Unlike most of Manhattan, where they bury the power lines, above-ground telephone poles are an iconic feature of my neighborhood and perhaps of Brooklyn generally, an anachronistic footnote in the digital age. Diagonally across the street from where the man was tossing the sneakers, a film crew of about fifteen waited patiently. I asked them what they were filming. “SNL,” one of them answered.
I stood in the small crowd that had gathered on the southeast corner of St. Nick and Hart Street outside the Ocean Laundry Center run by my next door neighbor, Lee, and watched. The long-haired man got it after a few tries, just as I started shooting video on my phone. I thought about Instagramming with the caption, “Bushwick gets camera-ready” but then deleted it. Too snarky, I decided.
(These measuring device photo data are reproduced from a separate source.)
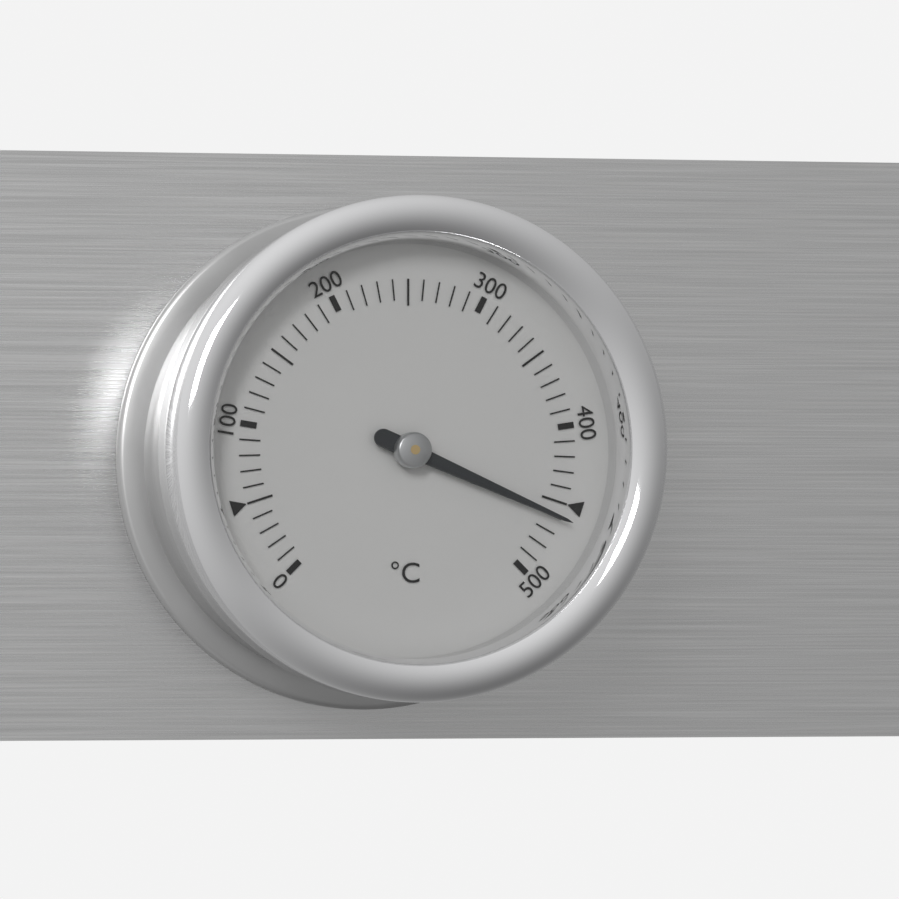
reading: 460 °C
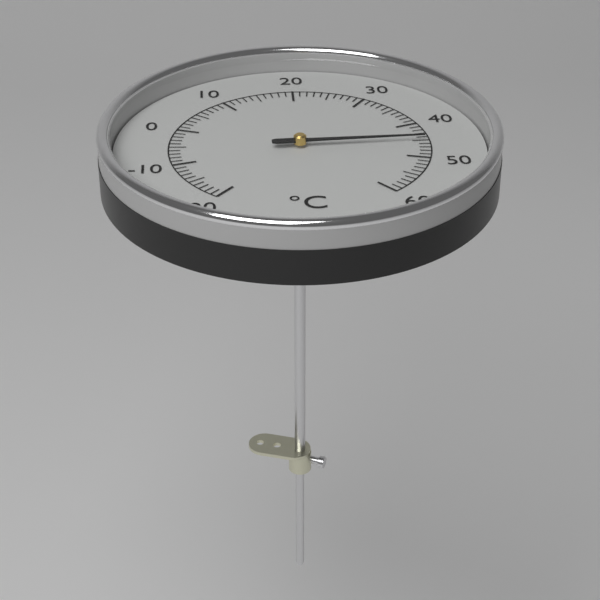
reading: 45 °C
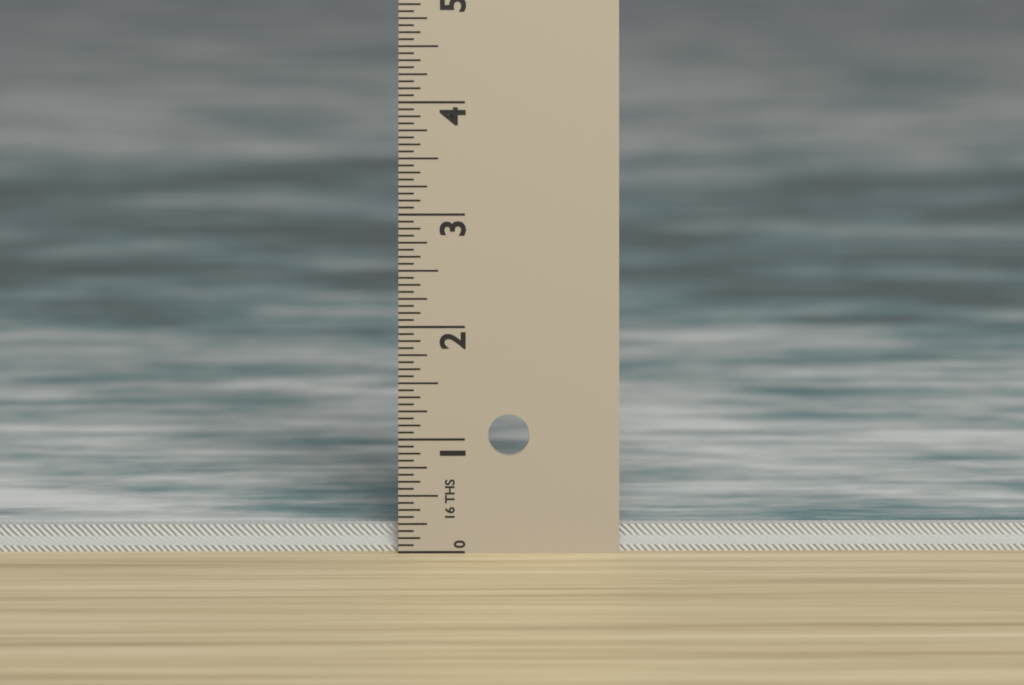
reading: 0.1250 in
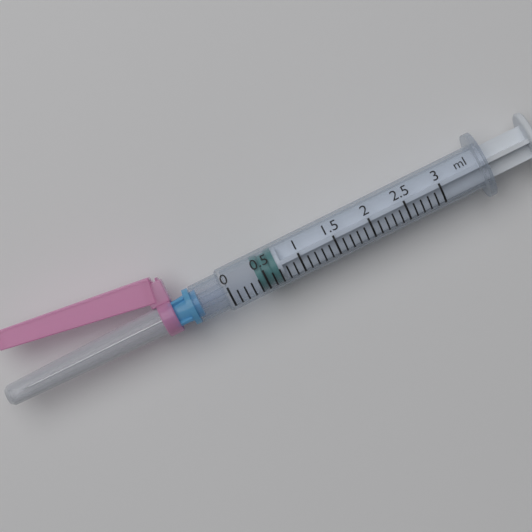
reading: 0.4 ml
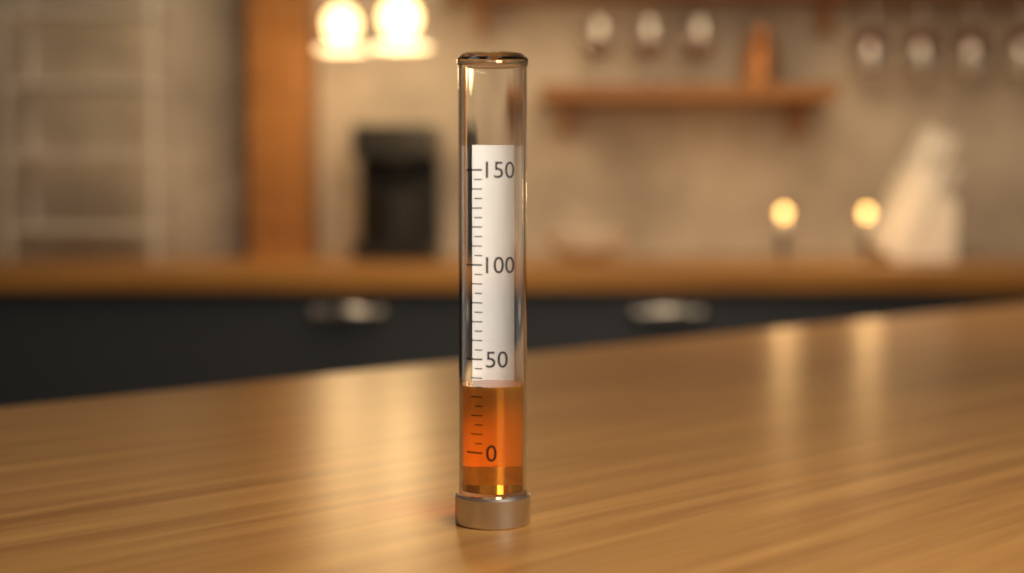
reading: 35 (no unit)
Further up Hart Street, closer to Cypress Avenue, two men sat on a tandem bicycle waiting for their cue. One of my best friends is the proud owner of a tandem, which I have an extremely personal attachment to and still like to borrow when the weather is nice and I have a willing partner to ride along. For my friend’s benefit, I make a point to document every tandem I see.
On Saturday, I got a text from my mom a few minutes before midnight: “SNL in Bushwick!!!” and the next morning I woke up to find an email from her with a video of the sketch called “Bushwick, Brooklyn 2015.”
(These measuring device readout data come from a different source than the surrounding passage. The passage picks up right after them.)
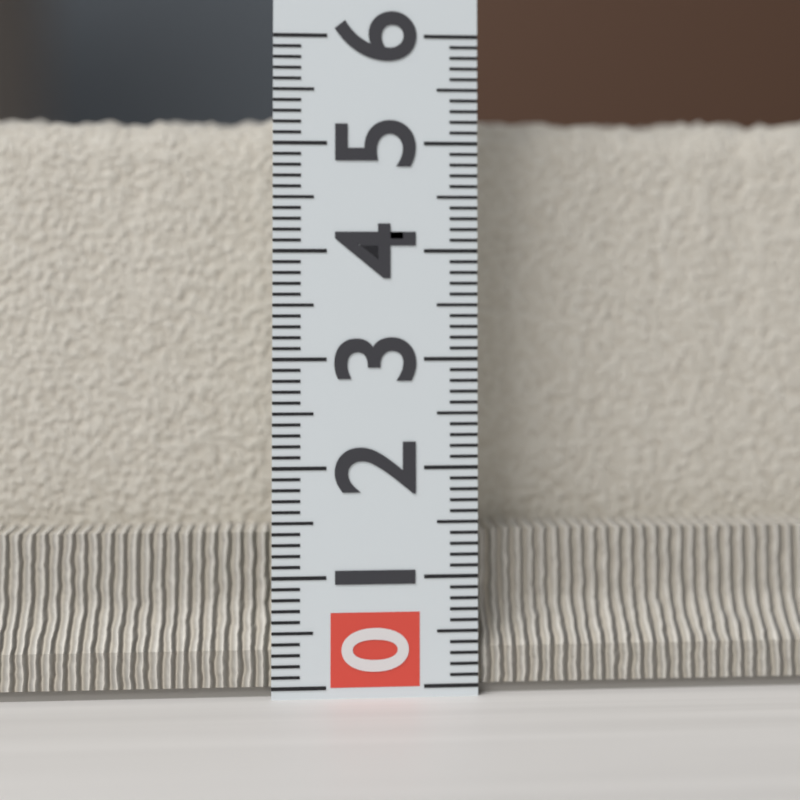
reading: 5.4 (no unit)
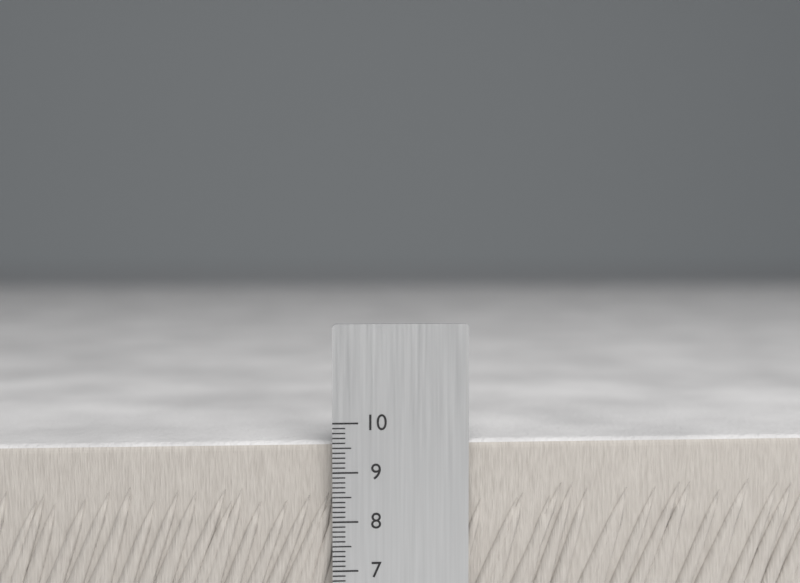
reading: 9.6 cm
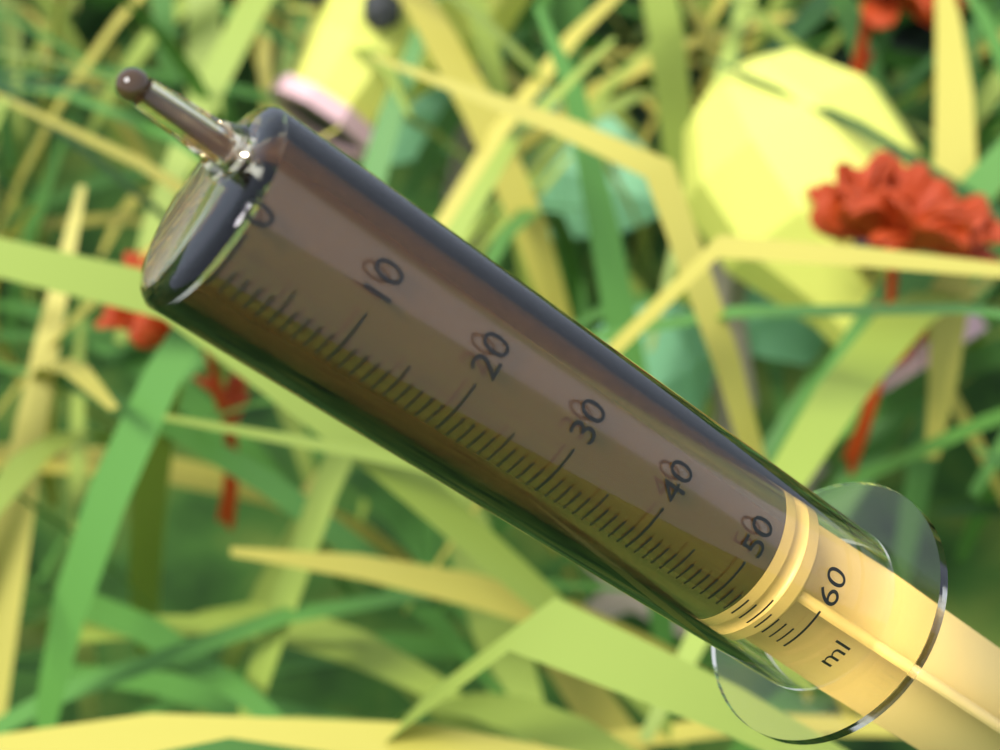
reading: 53 ml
I think my parents are the biggest fans I know of that show. Still, I couldn’t help but crack up at the line: “You actin’ like somebody put gluten in your muffin or something.” It really got me. This year at the coffee shop, we answered popular demand by offering, for the first time, gluten-free muffins and bars made by a local vegan baker named Hope. I guess life imitates art.
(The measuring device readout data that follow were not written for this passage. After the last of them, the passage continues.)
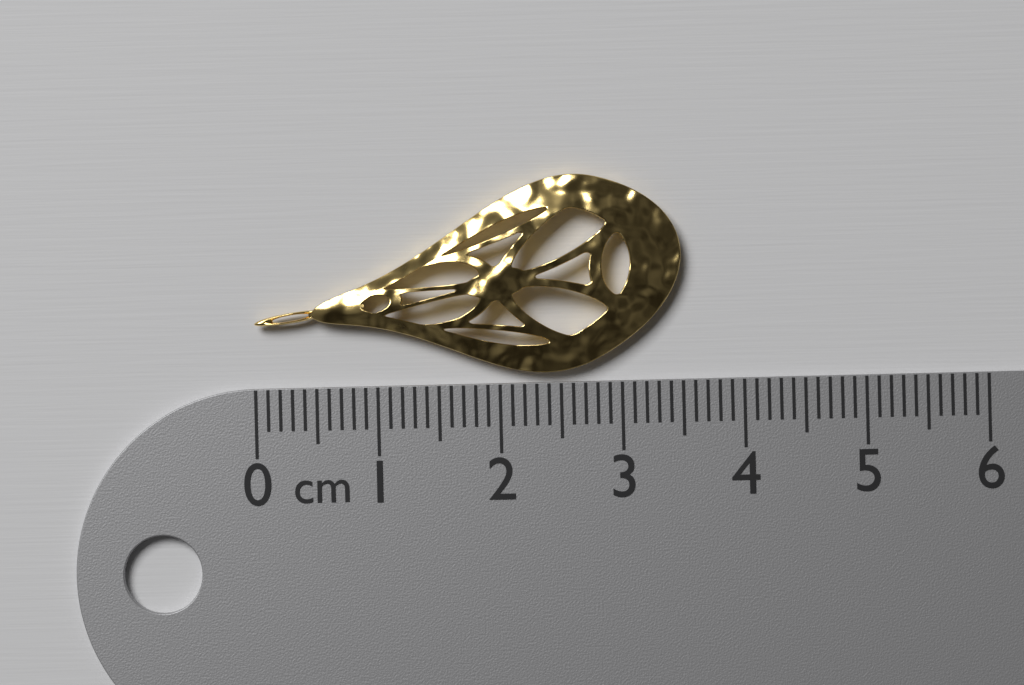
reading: 3.5 cm
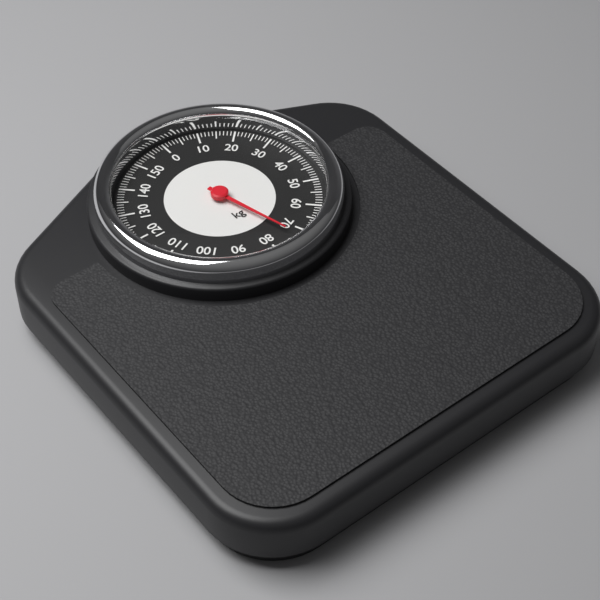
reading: 73 kg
Paul Rome is a writer of fiction and performance literature. His first novel, “We All Sleep in the Same Room,” was longlisted for the 2014 PEN/Bingham Prize for debut fiction. After premiering to a sold-out run at The Bushwick Starr, his latest stage work, “Philadelphia and Other Stories,” runs at Walkerspace in Manhattan, February 11-21. More info at paulrome.com.